What is here is elsewhere; what is not here is nowhere. Everything affects us, and we affect everything–whether we think we’re pulling back or not, we can’t do so in actuality. Our absence is noted and felt just as much as any action. Our words, our energy, and our actions ripple throughout not only our Earth but the Cosmos. Better to live in awareness of this truth than to deny, hole up, and hurt not only yourself but the collective as well.

All I want to share anymore, and all I care to live by in these tumultuous times, is that we are not separate from this world. There is no “there” and “here” or “us” and “them.”

World events are not separate and distinct things happening in the background. Pain, displacement, and abuse don’t disappear or heal when we look away.

No one gets to opt out, not in reality. We might not all be first in line to feel the effects of climate change, but the catastrophe in the making will catch us all.

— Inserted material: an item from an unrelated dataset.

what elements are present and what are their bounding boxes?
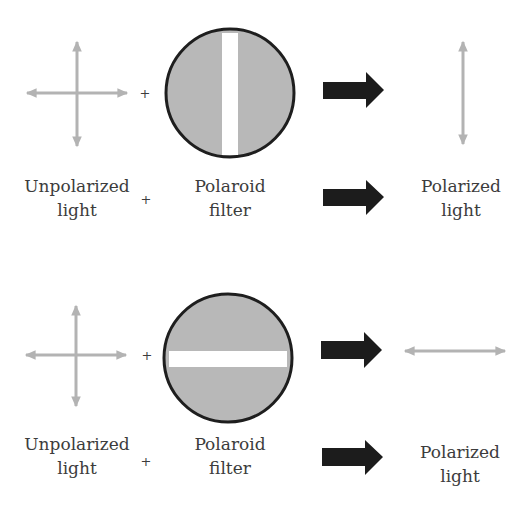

Living on habit and routine, refusing to further our growth and evolution–these things don’t absolve us of our duty to the collective. Pretending we’re separate doesn’t make us so.

We all need to claim our connectedness and our complicity. And we have a lot of work to do together.

I no longer subscribe to mantras about finding peace. I’m not here to get enlightened or to fall under the spell of some manifestation credo. Many of the mantras of the self-help world, such as “fake it ’till you make it“, are wholly irrelevant to me in these times of the collapse of truth, of institutions, of even the basics of right and wrong.

I’m also done with such nonsense phrases as “picking my battles.” If something matters to me, I will not weigh it against whether it will cause an outcry or a pushback. I’m here to create outcries. The pushback is a potential moment of opening something new in me and in another person. We’ve side-stepped inevitable conflict too long. We’ve let too much slide, in the name of “going along to get along.”

We cannot change the consciousness of the world unless we first change the consciousness of the individuals. Each of us, doing our work individually to heal — from trauma, setbacks, abuses, loss, injury, illness–will elevate our collective state of consciousness. This will result in a greater sense of connection, which leads to greater empathy and compassion, which leads to actions, words, and ideas that foster more connection in the world.

In other words, it’s a spiral. And it starts within each one of us.

And then, we can turn our complicity into collaboration.